Ames Laboratory,
Department of Energy,
ISU,
Ames, Iowa

The Strassen algorithm for 2
2 matrix products [20]
was cited in the Introduction. Applied recursively to matrices of size N,
it reduces the complexity of matrix-matrix products from order
N3 to order Nlog27. The lack of an obvious pattern in the algorithm was the original motive for the work described in this paper.
We intended to generate the Strassen method by exhaustive search,
and then attempt to find similar 'tricks' for 3
3 and 4
4
matrix products. For 3
3 matrix products, a method using only 23 multiplications has been found [13], presumably by hand.
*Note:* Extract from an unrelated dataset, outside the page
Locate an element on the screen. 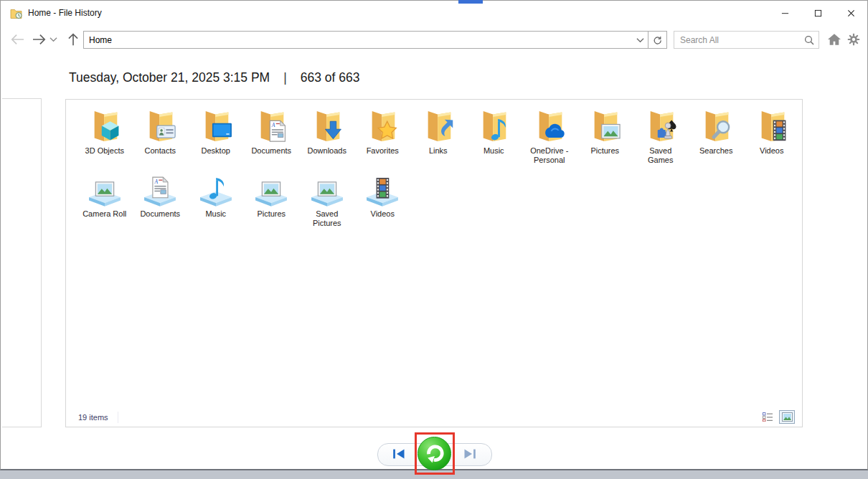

With
optimal methods for 2
2, 3
3, and 4
4, we hoped to find a pattern that would reduce the exponent for
matrix products without requiring very large values of N, the matrix size.
The budget for a Strassen product, using the Winograd improvement, is
22 operations (7 multiplications and 15 additions).
Since the search grows exponentially in the number of operations in the budget,
the search is significantly harder than those described in previous
sections:
| Table 1 | |
|---|---|
| Minimum Operation Budgets Required for Various Tasks | |
| Task to Optimize | Operation Budget |
| a2 - b2 | 3 |
| Conventional complex product | 6 |
| Three-multiply complex product | 8 |
| Conventional cross product | 9 |
| Conventional matrix product | 12 |
| Five-multiply cross product | 13 |
| Strassen matrix product | 22 |
Based on the number of "stems" generated by the parallel algorithm and the rate at which progress is made through that set of stems, we estimate that exhaustive search for the Strassen matrix product on the 1,024-processor nCUBE 2, even with aggressive pruning rules, would take many centuries. We continue to seek exploitable symmetries and search orderings that will result in discovery of methods, if not search of the entire space.